When escrow is genuinely needed
- Mission-critical platforms where the customer's business depends on the software (banking, healthcare, manufacturing ERP, energy management).
- Large enterprise SaaS deployments where switching vendors mid-contract is operationally infeasible.
- Government and regulated-industry procurement where continuity-of-service requirements mandate fall-back access.
- Custom-developed software where the customer has invested significantly in customisation and integration.
- Long-term licensing arrangements (5+ years) with smaller or earlier-stage developers carrying execution risk.
The eight clauses that matter
Tripartite structure
Three parties — developer (depositor), customer (beneficiary), and an independent escrow agent. The agent holds deposited materials and releases them only on agreed triggers.
Deposit materials
Source code, build instructions, documentation, third-party-licence inventory, encryption keys, and any other materials required to operate the platform independently.
Release triggers
Specific events that activate release: developer insolvency, business rescue or liquidation; abandonment of the product; material unremedied breach of support obligations; cessation of trading.
Verification of deposits
Customer's right (often through the escrow agent) to verify that deposited materials are complete, current, and capable of building a working version of the platform.
Update frequency
How often the depositor must lodge updated materials — quarterly is common for active development; semi-annual for mature platforms.
Licence on release
The terms on which the customer may use the released materials — usually a perpetual, royalty-free, non-exclusive licence for the customer's internal use only, with restrictions on redistribution or competitive use.
Confidentiality
Customer's confidentiality obligations regarding released source code — surviving termination and binding all customer personnel with access.
Fees + escrow agent terms
Setup fees, annual escrow fees, verification fees, release-administration fees. Typically split between depositor and beneficiary in pre-agreed proportions.
Frequently asked
What is software source-code escrow?
A tripartite contractual arrangement under which a developer (depositor) lodges source code and related materials with an independent escrow agent (typically an attorney or specialist escrow company), to be released to the customer (beneficiary) on the occurrence of defined trigger events — most commonly the developer's insolvency, abandonment of the product, or unremedied material breach of support obligations. The customer then receives a licence to use the released materials for its own internal continuity.
Is source-code escrow legally required under SA law?
No statute requires it. But for mission-critical platforms (banking core systems, healthcare records, energy management, regulated financial infrastructure) it is commercially essential and frequently required by procurement teams as a precondition of vendor selection. Regulators in financial services have increasingly suggested escrow arrangements as a continuity-of-service safeguard, though without binding mandates.
Who pays for the escrow arrangement?
Practice varies. Common splits: developer pays setup and annual maintenance fees as part of the cost of doing business (treating escrow as a sales-enablement cost); customer pays verification fees if they elect to verify deposits; release-administration fees split equally on actual release. Larger customers sometimes insist the developer bear all costs as a selection-criterion concession.
How often must deposits be updated?
For active SaaS or actively-developed enterprise software: quarterly is standard. For mature, stable platforms with infrequent updates: semi-annual or annual. The agreement should specify a deposit-frequency obligation, the consequences of late deposit (typically a cure period followed by either escrow agent intervention or customer remedy), and a customer right to demand interim deposits for material releases.
What is verification, and is it worth paying for?
Verification is a process (usually conducted by the escrow agent or a specialist verification firm) confirming that the deposited materials are complete and capable of building a working version of the platform. Without verification, customers find at release that the deposit is incomplete, the build environment cannot be reproduced, or the documentation is inadequate — defeating the purpose of escrow. For mission-critical platforms, verification is essential; for marginal use cases, the cost-benefit is questionable.
What does the released licence allow the customer to do?
Standard release-licence terms: perpetual, royalty-free, non-exclusive licence to use the released materials for the customer's internal business continuity only. Prohibited: redistribution, competitive use, sub-licensing, exploitation against the developer's remaining customers. The licence usually requires the customer to maintain confidentiality of the source code and to engage qualified personnel (subject to confidentiality undertakings) to operate it.
What is the typical cost of escrow setup in SA?
For the escrow agreement drafting itself: R8,000–R15,000 depending on complexity. The escrow agent's own fees vary: setup R3,000–R8,000; annual maintenance R3,000–R6,000; verification R10,000–R25,000 per verification cycle; release administration billed on actuals. Specialist international escrow agents (NCC Group, Iron Mountain) are more expensive than domestic alternatives.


About this exercise: Could you transcribe every record below exactly as written, excluding the pictures?

Exercise data:
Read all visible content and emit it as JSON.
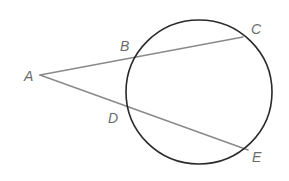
{
  "diagram": {
    "type": "secant-secant geometry figure",
    "circle": {
      "cx": 199,
      "cy": 92,
      "rx": 73,
      "ry": 72,
      "stroke": "#2a2a2a",
      "stroke_width": 1.6
    },
    "points": {
      "A": {
        "x": 40,
        "y": 75,
        "label": "A",
        "label_x": 24,
        "label_y": 69
      },
      "B": {
        "x": 135,
        "y": 58,
        "label": "B",
        "label_x": 120,
        "label_y": 39
      },
      "C": {
        "x": 243,
        "y": 37,
        "label": "C",
        "label_x": 251,
        "label_y": 22
      },
      "D": {
        "x": 126,
        "y": 113,
        "label": "D",
        "label_x": 108,
        "label_y": 111
      },
      "E": {
        "x": 248,
        "y": 150,
        "label": "E",
        "label_x": 252,
        "label_y": 150
      }
    },
    "segments": [
      {
        "from": "A",
        "to": "C",
        "through": "B"
      },
      {
        "from": "A",
        "to": "E",
        "through": "D"
      }
    ],
    "line_color": "#8a8a8a",
    "label_color": "#6b6b6b"
  }
}
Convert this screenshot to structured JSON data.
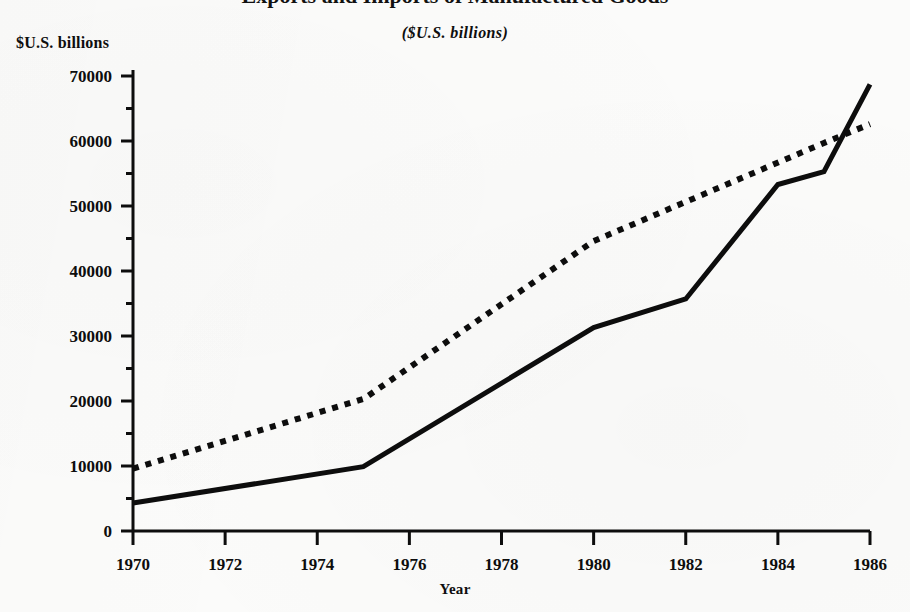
{
  "header": {
    "clipped_title": "Exports and Imports of Manufactured Goods",
    "subtitle": "($U.S. billions)",
    "y_axis_caption": "$U.S. billions"
  },
  "chart_data": {
    "type": "line",
    "title": "Exports and Imports of Manufactured Goods",
    "subtitle": "($U.S. billions)",
    "xlabel": "Year",
    "ylabel": "$U.S. billions",
    "xlim": [
      1970,
      1986
    ],
    "ylim": [
      0,
      70000
    ],
    "x_ticks": [
      1970,
      1972,
      1974,
      1976,
      1978,
      1980,
      1982,
      1984,
      1986
    ],
    "x_tick_labels": [
      "1970",
      "1972",
      "1974",
      "1976",
      "1978",
      "1980",
      "1982",
      "1984",
      "1986"
    ],
    "y_ticks": [
      0,
      10000,
      20000,
      30000,
      40000,
      50000,
      60000,
      70000
    ],
    "y_tick_labels": [
      "0",
      "10000",
      "20000",
      "30000",
      "40000",
      "50000",
      "60000",
      "70000"
    ],
    "y_minor_ticks": [
      5000,
      15000,
      25000,
      35000,
      45000,
      55000,
      65000
    ],
    "grid": false,
    "legend": false,
    "series": [
      {
        "name": "solid-series",
        "style": "solid",
        "color": "#0d0d0d",
        "x": [
          1970,
          1975,
          1980,
          1982,
          1984,
          1985,
          1986
        ],
        "values": [
          4300,
          9900,
          31300,
          35700,
          53300,
          55300,
          68700
        ]
      },
      {
        "name": "dotted-series",
        "style": "dotted",
        "color": "#0d0d0d",
        "x": [
          1970,
          1975,
          1980,
          1985,
          1986
        ],
        "values": [
          9600,
          20300,
          44600,
          59700,
          62600
        ]
      }
    ]
  }
}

Answer to this task:
Read all visible content and emit it as JSON.
{
  "diagram": {
    "type": "secant-secant geometry figure",
    "circle": {
      "cx": 199,
      "cy": 92,
      "rx": 73,
      "ry": 72,
      "stroke": "#2a2a2a",
      "stroke_width": 1.6
    },
    "points": {
      "A": {
        "x": 40,
        "y": 75,
        "label": "A",
        "label_x": 24,
        "label_y": 69
      },
      "B": {
        "x": 135,
        "y": 58,
        "label": "B",
        "label_x": 120,
        "label_y": 39
      },
      "C": {
        "x": 243,
        "y": 37,
        "label": "C",
        "label_x": 251,
        "label_y": 22
      },
      "D": {
        "x": 126,
        "y": 113,
        "label": "D",
        "label_x": 108,
        "label_y": 111
      },
      "E": {
        "x": 248,
        "y": 150,
        "label": "E",
        "label_x": 252,
        "label_y": 150
      }
    },
    "segments": [
      {
        "from": "A",
        "to": "C",
        "through": "B"
      },
      {
        "from": "A",
        "to": "E",
        "through": "D"
      }
    ],
    "line_color": "#8a8a8a",
    "label_color": "#6b6b6b"
  }
}
Convert this screenshot to structured JSON data.
{
  "header": {
    "clipped_title": "Exports and Imports of Manufactured Goods",
    "subtitle": "($U.S. billions)",
    "y_axis_caption": "$U.S. billions"
  },
  "chart_data": {
    "type": "line",
    "title": "Exports and Imports of Manufactured Goods",
    "subtitle": "($U.S. billions)",
    "xlabel": "Year",
    "ylabel": "$U.S. billions",
    "xlim": [
      1970,
      1986
    ],
    "ylim": [
      0,
      70000
    ],
    "x_ticks": [
      1970,
      1972,
      1974,
      1976,
      1978,
      1980,
      1982,
      1984,
      1986
    ],
    "x_tick_labels": [
      "1970",
      "1972",
      "1974",
      "1976",
      "1978",
      "1980",
      "1982",
      "1984",
      "1986"
    ],
    "y_ticks": [
      0,
      10000,
      20000,
      30000,
      40000,
      50000,
      60000,
      70000
    ],
    "y_tick_labels": [
      "0",
      "10000",
      "20000",
      "30000",
      "40000",
      "50000",
      "60000",
      "70000"
    ],
    "y_minor_ticks": [
      5000,
      15000,
      25000,
      35000,
      45000,
      55000,
      65000
    ],
    "grid": false,
    "legend": false,
    "series": [
      {
        "name": "solid-series",
        "style": "solid",
        "color": "#0d0d0d",
        "x": [
          1970,
          1975,
          1980,
          1982,
          1984,
          1985,
          1986
        ],
        "values": [
          4300,
          9900,
          31300,
          35700,
          53300,
          55300,
          68700
        ]
      },
      {
        "name": "dotted-series",
        "style": "dotted",
        "color": "#0d0d0d",
        "x": [
          1970,
          1975,
          1980,
          1985,
          1986
        ],
        "values": [
          9600,
          20300,
          44600,
          59700,
          62600
        ]
      }
    ]
  }
}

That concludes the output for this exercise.